In June I shall come to Kent for a few days. If you contact the bookings clerk, Mr Stubbard, at the Metropole in Folkestone … I must talk to you, Michael. Please say you will.
The letter was dated six weeks ago and he might have missed it but for the chance collection of his post. He left the café and returned to the Post Office to telephone the Metropole Hotel. The desk clerk told him that Mrs Landau would arrive in Folkestone the following week.
When Michael called again to speak to Karen, it took several attempts for the switchboard to make the connection. Karen’s voice sounded weary and she seemed exasperated by the hissing and clicking on the line. She made the arrangement quickly and without warmth; she would come up to London and meet him in the tea lounge at the Charing Cross Hotel. What she had to tell him would not take long.
He was early and he met her walking along the Embankment, filling time as he was. He almost passed her when she said, ‘It’s me, Michael. Hello.’ If she hadn’t spoken, he might not have known her, but he would still have noticed her. She wore a drab green coat of some stiff hairy cloth which would be ugly on any other woman but Karen looked modest and rather touching, like a peasant girl who doesn’t know how beautiful she is. She had lost the raw, electric quickness he remembered, she was heavier and her hair was held tight in an elaborate plaited coil at her neck. Her thickened features seemed immobile. She looked oddly still standing beneath the wind-blown trees by the choppy water of the Thames.
‘You look well, Karen,’ he sai
d lamely.
‘I look like a school matron,’ she said, and for an instant he recognized the smile as if the intervening years had disappeared. He took a step towards her to kiss her but her stillness made him stop. He had never seen indifference and the flatness of neutrality in her.
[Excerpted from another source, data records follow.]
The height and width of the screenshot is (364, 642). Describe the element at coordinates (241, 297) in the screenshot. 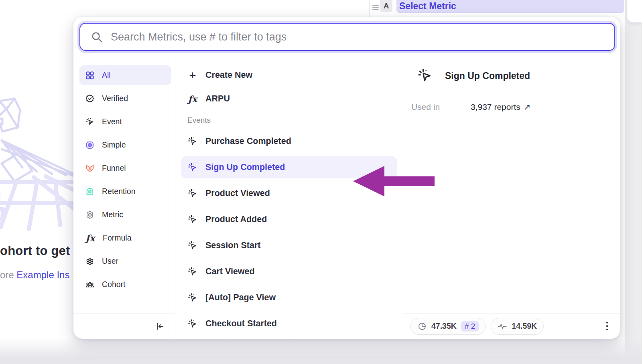

I see `event-list-item-label: [Auto] Page View` at that location.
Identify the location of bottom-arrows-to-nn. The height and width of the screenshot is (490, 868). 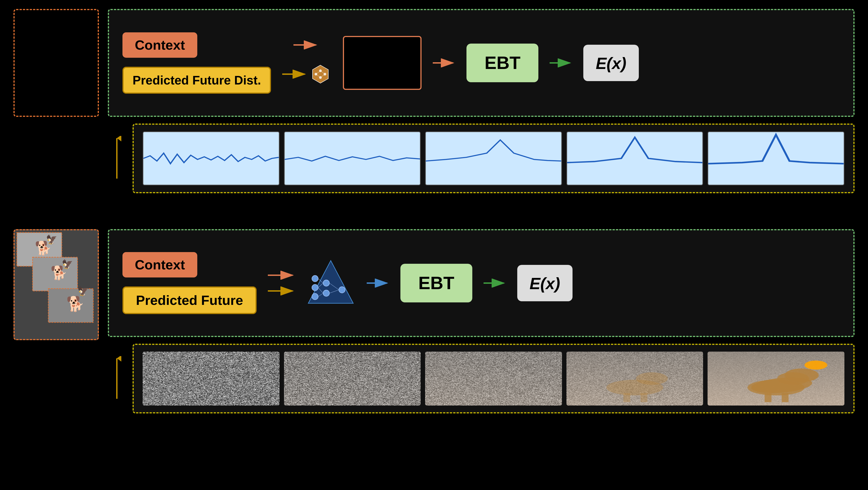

‘It’s cold. Shall we walk?’ she suggested. They came to some steps down to a concrete landing just above the waterline. ‘I’d like to be out of the wind,’ she said. On the steps, she slipped, clutching at him, and he caught her and held her until she steadied. The feel of her in his arms brought back memories of the Paris train. She pulled away, her eyes not meeting his, and she flicked at her coat fussily as if she was brushing off his touch. There was nothing to show that she remembered.
They stood on the landing looking out across the river. A swan came, expecting to be fed.
Then she opened her handbag and took out a photograph. ‘This is Antje Eva.’ The little girl had dark eyes, an elfin face and fair curling hair. Karen put the photograph away again.
Afterwards, when she had gone, Michael could not recollect the words she had used to tell him this child was his daughter. He remembered watching the oily water with the swan glowing bluish-white as if the moon was in its feathers, and the world had seemed to shift while she was speaking, the understanding dawning in his senses rather than in his mind, like an alteration in temperature or light. He remembered his wonder at the miracle of a child who was part of him.
‘Antje can’t stay in Germany,’ Karen had said. ‘You know why, Michael. She is …’ She faltered. ‘Antje isn’t safe.’
‘I should like to see her, Karen, if she’s mine.’
Karen laughed, a shrill kind of yelp. ‘Oh, yes, she’s yours! If there were any doubt, do you think I would be here? You mustn’t ever contact her, Michael, that’s why I needed to see you. You must promise me you won’t.’
‘I’d like to know her.’
‘Don’t you see it isn’t fair? She must belong to her new family. She mustn’t know you and she must forget me. If she ever looked for me, if the authorities in Germany should ever know … I can’t tell you … if someone were to hear of it …’ He saw in Karen’s eyes that she was desperate and would have begged if it had been in her nature.